Data is the same way. We have built data warehouses and then data marts. We built data lakes and we created data structures to support analytics. However, with the advent of self-service analytics, data consumers need data faster and in more formats and grains that exceed the old warehouse team’s ability to meet these needs. In 2017 we will see the ability to perform self-service tasks will extend into the ETL world of data preparation and integration. Tools like Alteryx which allows users to take data which is often transactional and mix it together from various sources, applying statistical methods to the data set and creating output of the results without asking anyone in the IT department. This is revolutionary for the expanding population of business analysts and data scientists.

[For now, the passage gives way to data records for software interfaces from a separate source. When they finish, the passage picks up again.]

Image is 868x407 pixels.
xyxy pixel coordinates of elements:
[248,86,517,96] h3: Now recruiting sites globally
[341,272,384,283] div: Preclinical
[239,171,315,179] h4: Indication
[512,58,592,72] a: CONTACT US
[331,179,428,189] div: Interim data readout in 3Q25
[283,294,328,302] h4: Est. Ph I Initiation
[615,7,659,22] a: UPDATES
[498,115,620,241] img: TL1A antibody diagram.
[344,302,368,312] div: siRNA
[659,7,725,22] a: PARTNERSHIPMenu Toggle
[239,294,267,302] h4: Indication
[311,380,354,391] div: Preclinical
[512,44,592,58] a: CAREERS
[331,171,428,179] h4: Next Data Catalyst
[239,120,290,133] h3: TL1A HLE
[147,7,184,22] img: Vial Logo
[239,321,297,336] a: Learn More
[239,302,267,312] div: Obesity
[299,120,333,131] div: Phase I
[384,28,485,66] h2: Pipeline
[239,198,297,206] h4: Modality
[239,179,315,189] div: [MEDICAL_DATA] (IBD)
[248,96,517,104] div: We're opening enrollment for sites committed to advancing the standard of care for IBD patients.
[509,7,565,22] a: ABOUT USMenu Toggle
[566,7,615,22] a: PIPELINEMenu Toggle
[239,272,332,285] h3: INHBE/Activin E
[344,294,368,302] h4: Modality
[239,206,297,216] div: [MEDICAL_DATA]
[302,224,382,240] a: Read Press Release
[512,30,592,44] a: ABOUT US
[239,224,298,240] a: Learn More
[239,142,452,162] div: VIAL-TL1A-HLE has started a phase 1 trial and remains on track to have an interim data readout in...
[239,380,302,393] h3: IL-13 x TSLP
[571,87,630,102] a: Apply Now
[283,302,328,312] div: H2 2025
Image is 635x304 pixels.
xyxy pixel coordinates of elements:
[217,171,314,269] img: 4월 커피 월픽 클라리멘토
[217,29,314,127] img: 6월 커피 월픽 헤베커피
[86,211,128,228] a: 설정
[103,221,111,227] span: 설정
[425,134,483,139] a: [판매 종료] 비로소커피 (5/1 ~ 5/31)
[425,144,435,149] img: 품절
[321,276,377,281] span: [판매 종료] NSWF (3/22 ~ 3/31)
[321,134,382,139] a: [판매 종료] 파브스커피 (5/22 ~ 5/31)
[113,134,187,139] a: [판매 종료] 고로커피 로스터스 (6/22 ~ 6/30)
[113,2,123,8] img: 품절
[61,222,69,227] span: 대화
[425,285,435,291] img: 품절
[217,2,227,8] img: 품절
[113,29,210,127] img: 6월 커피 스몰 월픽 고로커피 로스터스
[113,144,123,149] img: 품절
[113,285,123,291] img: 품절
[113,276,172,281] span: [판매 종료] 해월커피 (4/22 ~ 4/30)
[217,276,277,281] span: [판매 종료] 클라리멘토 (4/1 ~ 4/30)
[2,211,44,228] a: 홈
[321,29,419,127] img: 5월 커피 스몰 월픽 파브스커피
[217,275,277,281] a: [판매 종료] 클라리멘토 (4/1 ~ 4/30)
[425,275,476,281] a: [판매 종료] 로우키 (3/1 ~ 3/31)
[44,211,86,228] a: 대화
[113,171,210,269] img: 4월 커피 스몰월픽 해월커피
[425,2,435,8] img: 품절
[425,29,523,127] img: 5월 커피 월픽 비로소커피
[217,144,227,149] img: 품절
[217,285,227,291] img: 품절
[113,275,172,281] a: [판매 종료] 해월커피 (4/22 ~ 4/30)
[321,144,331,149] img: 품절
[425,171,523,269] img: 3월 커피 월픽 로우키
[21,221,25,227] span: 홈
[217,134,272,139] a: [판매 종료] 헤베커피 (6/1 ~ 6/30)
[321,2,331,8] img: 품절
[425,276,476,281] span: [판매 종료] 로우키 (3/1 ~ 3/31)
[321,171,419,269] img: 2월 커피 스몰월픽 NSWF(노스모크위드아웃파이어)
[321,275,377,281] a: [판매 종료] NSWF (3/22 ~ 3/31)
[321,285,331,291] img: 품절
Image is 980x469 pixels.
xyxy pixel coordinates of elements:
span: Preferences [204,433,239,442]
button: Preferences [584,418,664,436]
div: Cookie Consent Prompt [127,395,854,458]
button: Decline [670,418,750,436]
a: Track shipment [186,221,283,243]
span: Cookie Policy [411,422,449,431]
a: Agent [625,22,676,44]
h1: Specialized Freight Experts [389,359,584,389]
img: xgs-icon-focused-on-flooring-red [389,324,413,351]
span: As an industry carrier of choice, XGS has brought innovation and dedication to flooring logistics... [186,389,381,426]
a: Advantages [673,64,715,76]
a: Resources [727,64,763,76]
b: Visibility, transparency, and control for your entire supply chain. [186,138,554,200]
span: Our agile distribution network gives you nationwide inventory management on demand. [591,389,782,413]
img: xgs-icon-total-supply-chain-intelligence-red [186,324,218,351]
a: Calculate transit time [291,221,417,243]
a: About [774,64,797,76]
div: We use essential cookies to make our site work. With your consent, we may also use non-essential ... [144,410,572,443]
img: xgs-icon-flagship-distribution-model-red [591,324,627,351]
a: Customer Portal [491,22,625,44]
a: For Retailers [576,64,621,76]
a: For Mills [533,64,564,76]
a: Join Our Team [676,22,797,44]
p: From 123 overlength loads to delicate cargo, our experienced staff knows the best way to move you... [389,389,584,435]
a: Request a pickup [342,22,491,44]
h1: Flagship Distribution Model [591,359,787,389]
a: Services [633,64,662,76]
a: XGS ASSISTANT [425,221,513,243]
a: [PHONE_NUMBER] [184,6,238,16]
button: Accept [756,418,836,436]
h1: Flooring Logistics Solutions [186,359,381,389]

The Data Warehouse Needs to Change

I recently read an article that the data warehouse was dead. However, I would like to report that the rumors of its death are highly exaggerated. The data warehouse is far from dead; in fact, it is the core of any business reporting system, but it must adapt faster. We generate significant data through our business applications which feed the traditional data warehouse; 2017 will see businesses adapt their data warehouse architecture and finally see a widespread use of Hadoop for landing data. With loading frameworks that will enable quick loading of data we will see data lakes supporting legacy analytics and innovative data science. If by the end of 2017 Hadoop is not forming a key part of your data architecture you will be falling farther behind in innovation. The advantages of scale and cost can allow for spending money where it is really needed. We will see an expanded spend on platforms both on premise and in the cloud for servers, which provide high performance analytics delivering the highest value to the business. The evolution of the data warehouse will be more about the acceptance of Hadoop as a business critical part of the optimal warehouse architecture.

Overall I believe 2017 is the next evolution in data. I think we need to get this mass of data under control and begin to empower people in every organization using data in new innovative ways. We cannot slow it down so we need to find ways to be more effective, Just like Uber empowering the individual driver, 2017 will enable data consumers to be answer the questions which they have avoided for years.